Need to 'rebrand' early palliative care?
While early palliative care became a normal part of their experience at the hospital, many patients were still uncomfortable using the term palliative care around relatives and families who weren't familiar with the new definition. Some said they called their care providers "pain specialists" because they treated discomfort, and it was a less frightening term.
A common theme, the researchers said, was that early palliative care should be "explicitly rebranded" and that health-care professionals should explain it better. Language used in obituaries and films contributed to the perception that palliative care was linked to death, patients and caregivers said.
Dr.
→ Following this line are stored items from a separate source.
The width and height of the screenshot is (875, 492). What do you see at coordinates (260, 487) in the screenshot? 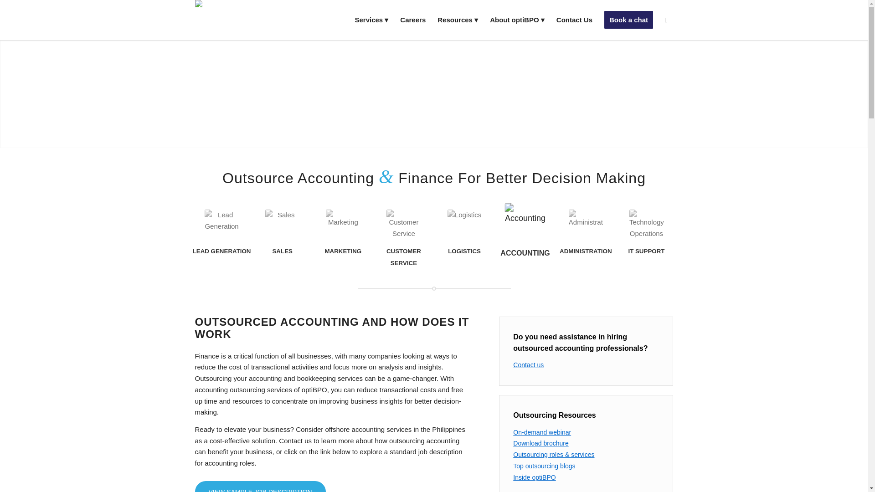
I see `VIEW SAMPLE JOB DESCRIPTION` at bounding box center [260, 487].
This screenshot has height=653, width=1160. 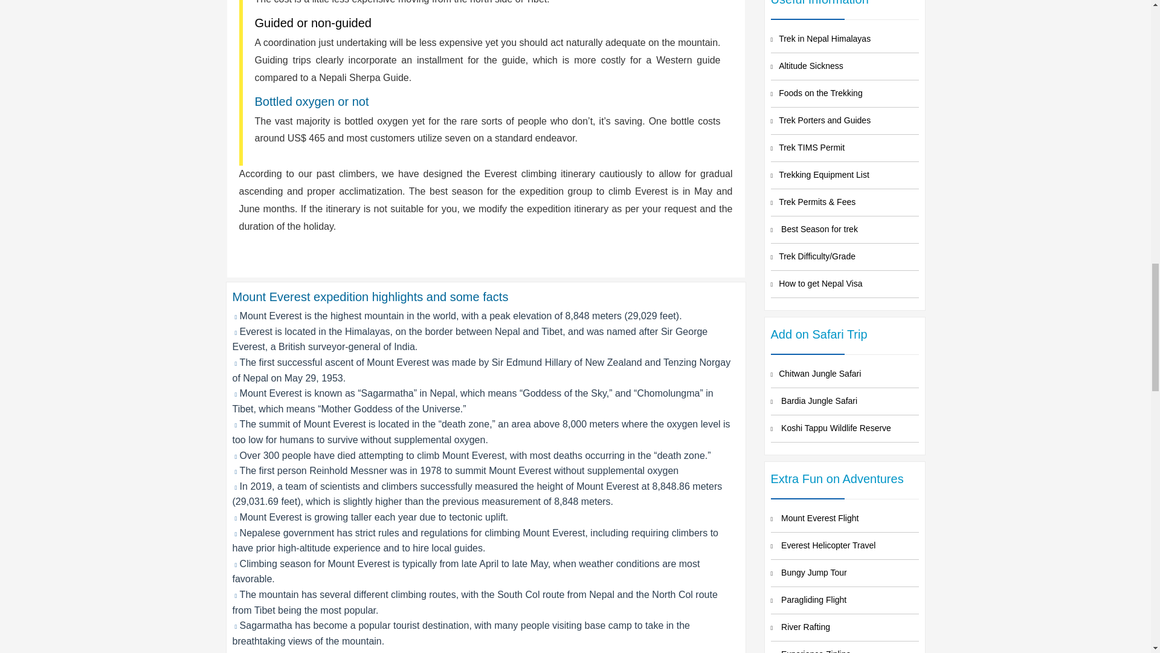 What do you see at coordinates (845, 256) in the screenshot?
I see `Nepal Trek Difficulty` at bounding box center [845, 256].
Balfour Mount of Montreal coined the term "palliative care" to avoid references to a hospice, and the Canadian term caught on, according to the Victoria Hospice's website.
In the study, none of the participants offered an alternative term for palliative care. Some in the intervention group were open to the suggested term "supportive care," while those in the control group generally saw no purpose in renaming it and didn't find it relevant to their own situation, the researchers said.
A limitation of the research is that it took place in only one clinic. Participants were highly educated and almost all were of European background.
'An extra layer of support'
Dr. Anthony Caprio, a geriatrician and hospice and palliative medicine physician at Carolinas HealthCare System in North Carolina, wrote a journal commentary published with study.
While a name change may help promote a more positive view of palliative care, he wrote, the stigma will persist if palliative care is recommended only as a default treatment when curative or life-prolonging treatments are deemed ineffective or undesired.
Zimmerman would like to see early palliative care woven into a complete package of excellent care, but oncologists and family physicians would need to be educated about the approach, she said.
It shouldn't be framed as a last resort, Caprio said.
"I often describe palliative care as an extra layer of support," Caprio said. "Who wouldn't want more support, especially during a difficult illness?"
The research was funded by the Canadian Cancer Society and the Ontario Ministry of Health and Long-Term Care.